I was inspired by the 1953 novel quoted above, where two mutant children unleash a chain reaction with apocalyptic consequences for the world.
Of course, the quote in Clarke’s fantastic novel refers to developing paranormal powers, and I’m referring to something quite different. But the metaphor is clear: two priests of the sacred words could potentially infect, with their newfound faith, dozens, hundreds or thousands of Aryan males in the future—a chain reaction—, and the consequences would also be eschatological.
For many years, Childhood’s End was my favourite novel. That ended when I awoke to the fact that the Aryan race is dying. But following the metaphor of the quote, it is possible to reactivate the Cro-Magnon teem (an exterminationist archetype): the goal of this site.
Regarding the person who developed teem theory, this morning I couldn’t let a comment criticising him because it’s clear he hasn’t read Them & Us. This commenter, who had already been banned, claimed that Neanderthals were capable of weaving clothes.
Let’s remember that just as neochristian anthropologists have massively projected their evolved selves in a quixotic undertaking to humanise their noble savages, many of whom were cannibalistic infanticides (cf. my book’s chapter here), neochristian paleoanthropologists do the same: they project their own psychoclass onto the prehistoric past so massively that it borders on psychosis: like putting diapers on a doll representing a supposed Neanderthal child in a museum. It’s crucial to understand how more serious scholars debunk things like Neanderthals weaving clothes or carrying flowers to their burials (a critic of that claim said that pollen found in a cave could have been carried there by an animal, not for ceremonial obituaries).
It’s a terrible mistake to believe that academics are lying about recent events like BLM (“the rioters cannot be infected by Covid viruses,” etc.), while believing that they are honest when writing their papers about the prehistoric past.

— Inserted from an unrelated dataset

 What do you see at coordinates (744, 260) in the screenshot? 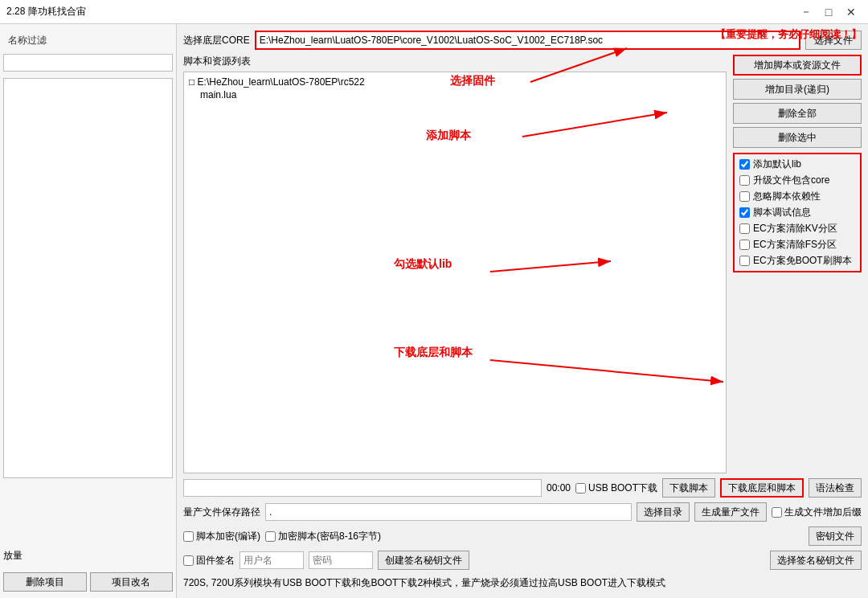
I see `ec-no-boot-checkbox` at bounding box center [744, 260].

They are the same usual suspects, and what motivates them is not objective science but anti-white hatred, the idealisation of non-whites and the defamation of the latter.
I’ve also received emails complaining about the author of the NP theory, which show that the correspondent hasn’t bothered to read Vendramini’s book. They remind me of another banned commenter who recently dismissed Tom Szasz’s critique of psychiatry because he had a Jewish ancestor, or Michel Foucault’s critique of the same profession because he was homosexual: perfect ad hominem arguments, very common in the racial right. One of the problems with the new generation of racialists is that they don’t read books, even though it’s impossible to think deeply about a subject without reading them. But all this is beside the point.
The point is creating a community of priests of the sacred words from where it’s possible to try to produce that chain reaction that would infect the white race with a Cro-Magnon-like exterminationist passion that ensures its survival.
In these communities we would have temples like the one pictured above and rituals to baptize newborns in the new faith that commemorate those who bravely, though unsuccessfully, tried to force the eschaton into history. Following Savitri Devi’s philosophy, Hitler was not the equivalent of Jeffrey Agnus Greggson in Clarke’s novel, only his precursor, although every ritual within the new post-Christian temples would commemorate his official photograph and symbols.